◆ PROBLEM DETAILS ◆
Reproduce exactly the lines from the one containing "This screenshot has" through the last line of the records below, both included. Leave out any pictures.
==== MATERIAL FOR THIS EXERCISE ====
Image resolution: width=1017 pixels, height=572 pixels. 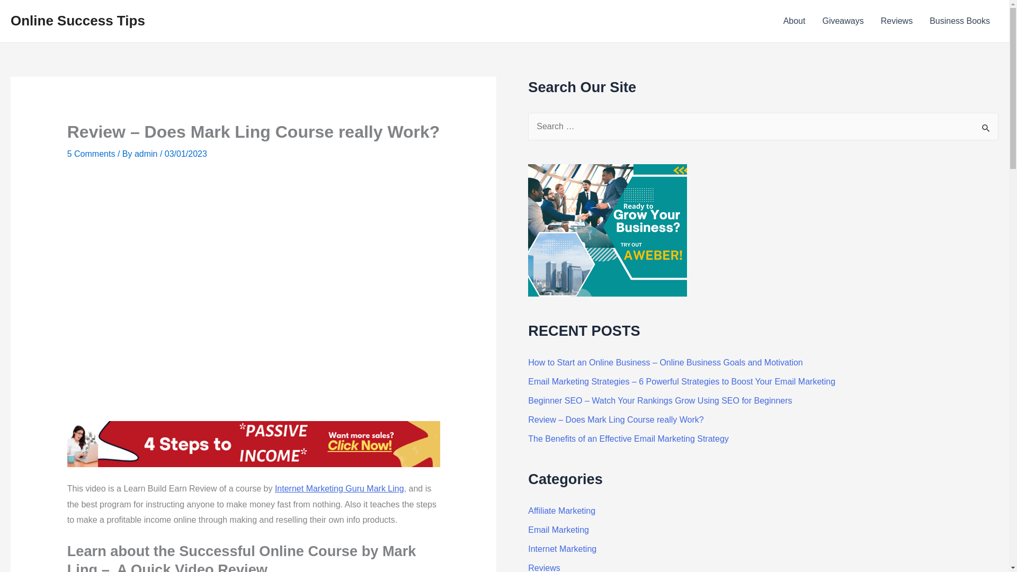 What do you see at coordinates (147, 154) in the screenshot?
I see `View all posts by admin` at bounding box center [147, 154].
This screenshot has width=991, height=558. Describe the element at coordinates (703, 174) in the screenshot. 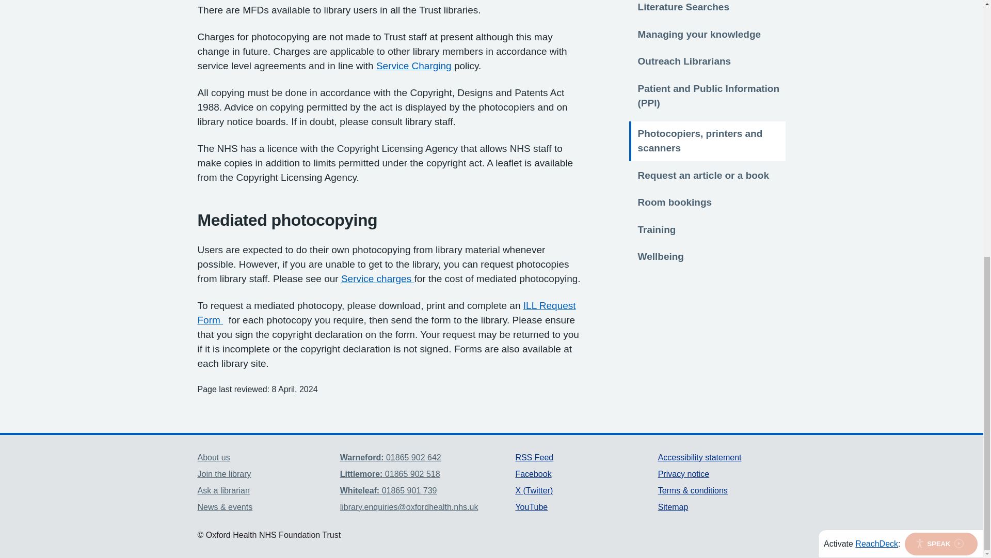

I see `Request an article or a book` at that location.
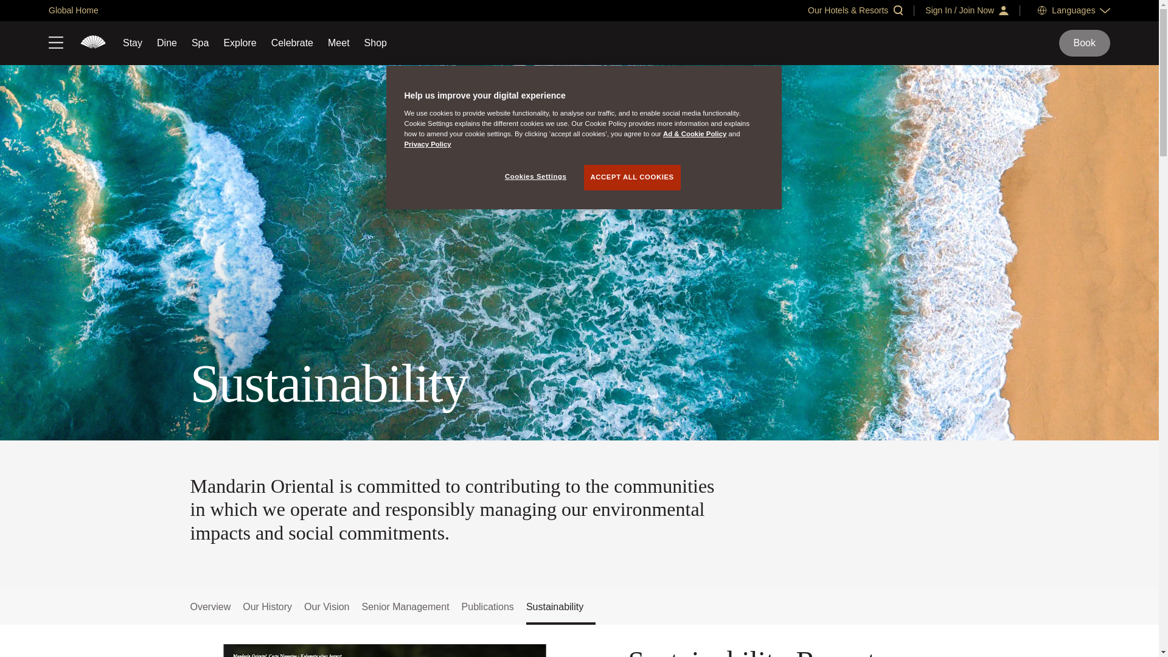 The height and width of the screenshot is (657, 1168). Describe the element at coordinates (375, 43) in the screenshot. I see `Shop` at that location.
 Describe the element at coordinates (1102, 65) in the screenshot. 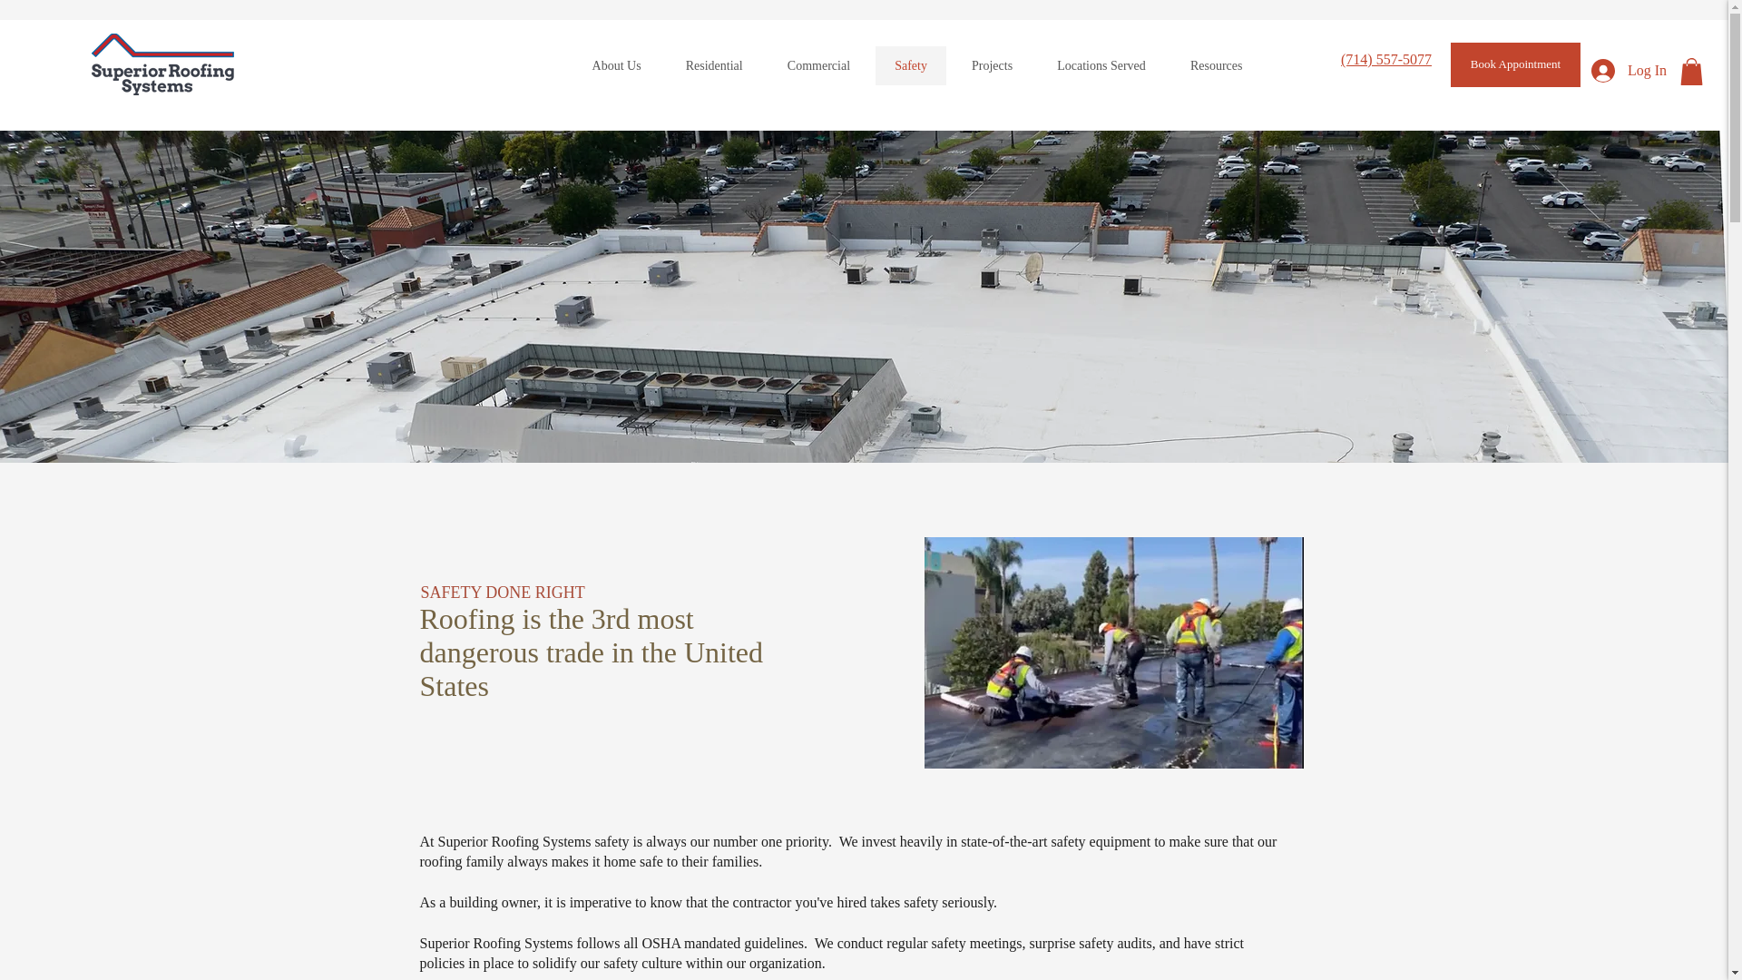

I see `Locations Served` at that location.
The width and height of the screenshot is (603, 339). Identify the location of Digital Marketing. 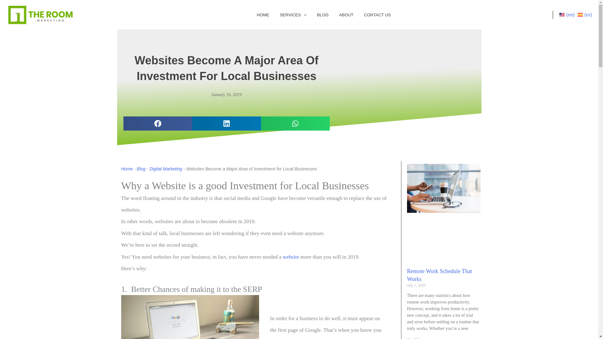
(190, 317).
====
◆ EXPECTED ANSWER ◆
This screenshot has width=991, height=558. Describe the element at coordinates (703, 174) in the screenshot. 

I see `Request an article or a book` at that location.
 The height and width of the screenshot is (657, 1168). Describe the element at coordinates (375, 43) in the screenshot. I see `Shop` at that location.
 Describe the element at coordinates (1102, 65) in the screenshot. 

I see `Locations Served` at that location.
The width and height of the screenshot is (603, 339). Identify the location of Digital Marketing. 
(190, 317).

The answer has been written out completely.